Applies AI algorithms for dynamic pricing strategies

A dynamic pricing strategy uses AI algorithms to enable you to optimize your prices in response to real-time insights. It determines the optimal price point for your products by considering a range of advanced analytics like:

  • Market demand
  • Competitor pricing
  • Customer trends
  • Inventory levels
  • Customer segment preferences

Dynamic pricing strategies deliver agility in fluctuating market conditions. You can drive more conversions by offering customers the right price at the right time, optimizing your revenue, and increasing loyalty.

Best practices in using AI for customer lifecycle management

Despite its many use cases, it’s only fair to balance the pros and cons of AI in marketing. However, data security concerns, lack of human touch, and ethical implications can all be mitigated by following clear best practices.

Ensure data quality and security

Errors, duplications, and inconsistencies reduce the value of your data, limiting the accuracy of insights. Also, data that isn’t protected with stringent cybersecurity measures is at risk of breaches and cyberattacks.

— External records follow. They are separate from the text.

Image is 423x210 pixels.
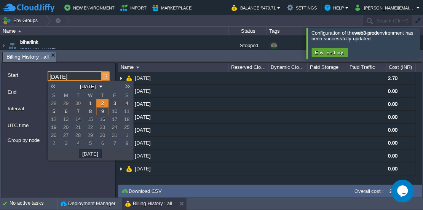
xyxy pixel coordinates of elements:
[109,107,121,115] td: The date in this field must be equal to or before 09-10-2025
[60,139,72,147] a: 3
[229,35,267,56] div: Stopped
[10,198,57,210] div: No active tasks
[72,123,84,131] td: The date in this field must be equal to or before 09-10-2025
[84,99,96,107] a: 1
[84,123,96,131] a: 22
[229,63,268,72] div: Reserved Cloudlets
[77,141,80,146] span: 4
[88,133,93,138] span: 29
[311,30,413,42] span: Configuration of the environment has been successfully updated.
[348,63,386,72] div: Paid Traffic
[60,92,72,99] span: M
[61,200,115,208] button: Deployment Manager
[77,109,80,114] span: 7
[48,123,60,131] a: 19
[84,131,96,139] td: The date in this field must be equal to or before 09-10-2025
[48,92,60,99] span: S
[8,88,47,96] label: End
[65,141,67,146] span: 3
[118,72,124,85] img: AMDAwAAAACH5BAEAAAAALAAAAAABAAEAAAICRAEAOw==
[109,139,121,147] a: 7
[119,63,228,72] div: Name
[120,3,148,12] button: Import
[48,115,60,123] a: 12
[84,115,96,123] a: 15
[388,88,398,94] span: 0.00
[80,150,101,157] button: [DATE]
[75,125,81,130] span: 21
[113,141,116,146] span: 7
[229,27,267,35] div: Status
[112,133,117,138] span: 31
[60,115,72,123] td: The date in this field must be equal to or before 09-10-2025
[48,139,60,147] td: The date in this field must be equal to or before 09-10-2025
[118,163,124,175] img: AMDAwAAAACH5BAEAAAAALAAAAAABAAEAAAICRAEAOw==
[60,131,72,139] a: 27
[121,123,133,131] a: 25
[388,75,398,81] span: 2.70
[72,139,84,147] td: The date in this field must be equal to or before 09-10-2025
[121,107,133,115] a: 11
[324,3,345,12] button: Help
[60,107,72,115] a: 6
[72,107,84,115] a: 7
[63,133,69,138] span: 27
[63,101,69,106] span: 29
[60,123,72,131] a: 20
[121,131,133,139] td: The date in this field must be equal to or before 09-10-2025
[75,133,81,138] span: 28
[48,131,60,139] td: The date in this field must be equal to or before 09-10-2025
[60,99,72,107] a: 29
[100,133,105,138] span: 30
[388,153,398,159] span: 0.00
[126,141,128,146] span: 8
[60,123,72,131] td: The date in this field must be equal to or before 09-10-2025
[134,101,152,107] a: [DATE]
[77,83,98,90] button: [DATE]
[112,125,117,130] span: 24
[124,125,129,130] span: 25
[75,117,81,122] span: 14
[308,63,347,72] div: Paid Storage
[134,75,152,81] span: [DATE]
[112,109,117,114] span: 10
[65,109,67,114] span: 6
[121,99,133,107] a: 4
[53,109,55,114] span: 5
[134,166,152,172] a: [DATE]
[96,123,109,131] a: 23
[96,139,109,147] td: The date in this field must be equal to or before 09-10-2025
[8,105,47,113] label: Interval
[72,92,84,99] span: T
[48,139,60,147] a: 2
[6,52,49,62] span: Billing History : all
[84,123,96,131] td: The date in this field must be equal to or before 09-10-2025
[109,107,121,115] a: 10
[134,88,152,94] a: [DATE]
[96,99,109,107] a: 2
[109,139,121,147] td: The date in this field must be equal to or before 09-10-2025
[109,123,121,131] td: The date in this field must be equal to or before 09-10-2025
[60,139,72,147] td: The date in this field must be equal to or before 09-10-2025
[109,115,121,123] a: 17
[89,109,92,114] span: 8
[89,101,92,106] span: 1
[72,123,84,131] a: 21
[121,92,133,99] span: S
[101,109,104,114] span: 9
[126,163,132,175] img: AMDAwAAAACH5BAEAAAAALAAAAAABAAEAAAICRAEAOw==
[152,3,193,12] button: Marketplace
[109,131,121,139] a: 31
[88,117,93,122] span: 15
[20,38,38,46] a: biharlink
[64,3,116,12] button: New Environment
[63,125,69,130] span: 20
[232,3,277,12] button: Balance ₹470.71
[387,63,415,72] div: Cost (INR)
[124,117,129,122] span: 18
[48,115,60,123] td: The date in this field must be equal to or before 09-10-2025
[63,117,69,122] span: 13
[124,109,129,114] span: 11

Establish clear data standards and policies that outline how customer data is to be collected, stored, and protected. For example:

  • Enforce data standardization rules to uniform labels and formats.
  • Implement data security measures like multi-factor authentication, authorization, encryption, and firewalls.
  • Use a data recovery clean room to provide employees with a secure environment for collaborative data analysis.
  • Follow the best practices laid out by data security regulators like GDPR.
  • Consider leveraging AI writing assistants to enhance your content creation processes, ensuring that your customer communications are not only data-driven but also engaging and compelling.

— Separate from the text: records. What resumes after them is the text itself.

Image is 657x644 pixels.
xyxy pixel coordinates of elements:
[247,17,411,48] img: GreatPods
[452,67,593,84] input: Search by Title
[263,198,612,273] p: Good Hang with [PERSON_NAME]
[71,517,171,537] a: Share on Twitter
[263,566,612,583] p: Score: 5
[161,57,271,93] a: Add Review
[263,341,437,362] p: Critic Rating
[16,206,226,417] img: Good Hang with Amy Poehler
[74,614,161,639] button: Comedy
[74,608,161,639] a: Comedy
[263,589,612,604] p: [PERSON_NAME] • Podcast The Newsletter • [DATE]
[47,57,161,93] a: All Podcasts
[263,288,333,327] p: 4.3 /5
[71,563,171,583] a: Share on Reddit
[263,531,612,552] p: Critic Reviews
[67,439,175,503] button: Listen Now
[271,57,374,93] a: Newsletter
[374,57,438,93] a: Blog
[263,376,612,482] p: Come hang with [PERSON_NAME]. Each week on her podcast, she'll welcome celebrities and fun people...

Regularly update and retain models

To maintain optimal performance and validity, AI and machine learning models need to keep up with changing data. Updating and retaining models enables you to add new features and algorithms to stay competitive and innovative in the face of data drift.

So, continuously analyze your models’ performance and conduct regular updates in alignment with your findings.

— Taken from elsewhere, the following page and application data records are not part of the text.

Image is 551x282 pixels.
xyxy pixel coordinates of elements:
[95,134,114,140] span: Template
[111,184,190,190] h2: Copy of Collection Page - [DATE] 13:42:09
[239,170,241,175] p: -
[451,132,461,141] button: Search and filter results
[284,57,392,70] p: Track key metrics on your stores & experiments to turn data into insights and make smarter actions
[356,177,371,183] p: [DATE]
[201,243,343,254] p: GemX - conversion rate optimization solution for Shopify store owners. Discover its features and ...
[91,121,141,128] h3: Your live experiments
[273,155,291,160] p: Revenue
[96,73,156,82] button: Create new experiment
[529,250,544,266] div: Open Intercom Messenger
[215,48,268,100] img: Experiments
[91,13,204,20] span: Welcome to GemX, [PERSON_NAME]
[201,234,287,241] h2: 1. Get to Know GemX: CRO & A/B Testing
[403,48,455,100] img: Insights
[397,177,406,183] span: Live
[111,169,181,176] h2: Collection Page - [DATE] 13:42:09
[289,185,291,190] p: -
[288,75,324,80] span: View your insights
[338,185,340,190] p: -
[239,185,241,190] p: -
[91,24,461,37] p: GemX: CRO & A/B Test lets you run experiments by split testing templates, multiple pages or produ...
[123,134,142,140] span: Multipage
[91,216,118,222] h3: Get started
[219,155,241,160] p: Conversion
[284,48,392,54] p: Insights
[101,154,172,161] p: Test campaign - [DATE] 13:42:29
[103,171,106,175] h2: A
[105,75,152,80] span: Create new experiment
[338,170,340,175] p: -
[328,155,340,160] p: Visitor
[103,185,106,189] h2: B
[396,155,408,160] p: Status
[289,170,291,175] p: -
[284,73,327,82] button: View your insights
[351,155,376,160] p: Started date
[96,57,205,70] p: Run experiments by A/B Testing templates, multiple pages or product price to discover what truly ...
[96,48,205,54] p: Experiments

Provide transparent and explainable AI

Customers are wary of the ethical risks of using AI to collect data. Almost half (43%) of consumers don’t trust businesses to use AI ethically.

Image sourced from salesforce.com

Establish trust with customers by providing transparency. Explain what type of AI technologies you use and what you use them for. Obtain explicit consent from your customers via opt-in forms and terms and conditions. And communicate information like customers’ data rights and your internal cybersecurity measures.

Combine AI with human touch

AI delivers customer service experiences that are more prompt, consistent, and accessible. So, why do 46% of consumers still prefer to speak to a human agent?

At the heart of it, AI still lacks the empathetic human touch that creates exceptional experiences. So, don’t use it to replace human interactions — use it to complement them.

For example, inbound call center services enable agents to use AI to assist interactions. IVR systems, for example, provide intelligent routing capabilities, while AI sentiment analysis allows call center supervisors to gauge customer sentiments in real-time and make quick decisions about how to handle conversations that are turning sour.

Done right, AI can be a great tool to drive customer engagement and ensure that customers still receive the highest level of support. By ensuring you still have great staff on hand to answer the more complex or sensitive questions you’ll be able to deliver the best of both worlds, fast and efficient service, supported by knowledgeable and helpful human staff.

Conclusion

AI technologies fine-tune customer lifecycle management. Every customer lifecycle stage can be enriched with AI, driving the strategic improvement of fundamental sales, marketing, and customer support initiatives.

So, implement predictive analytics to reduce customer churn. Encourage repeat purchases with AI-generated personalized content. Enhance customer support with 24/7 chatbots. And create dynamic pricing strategies to meet customer needs.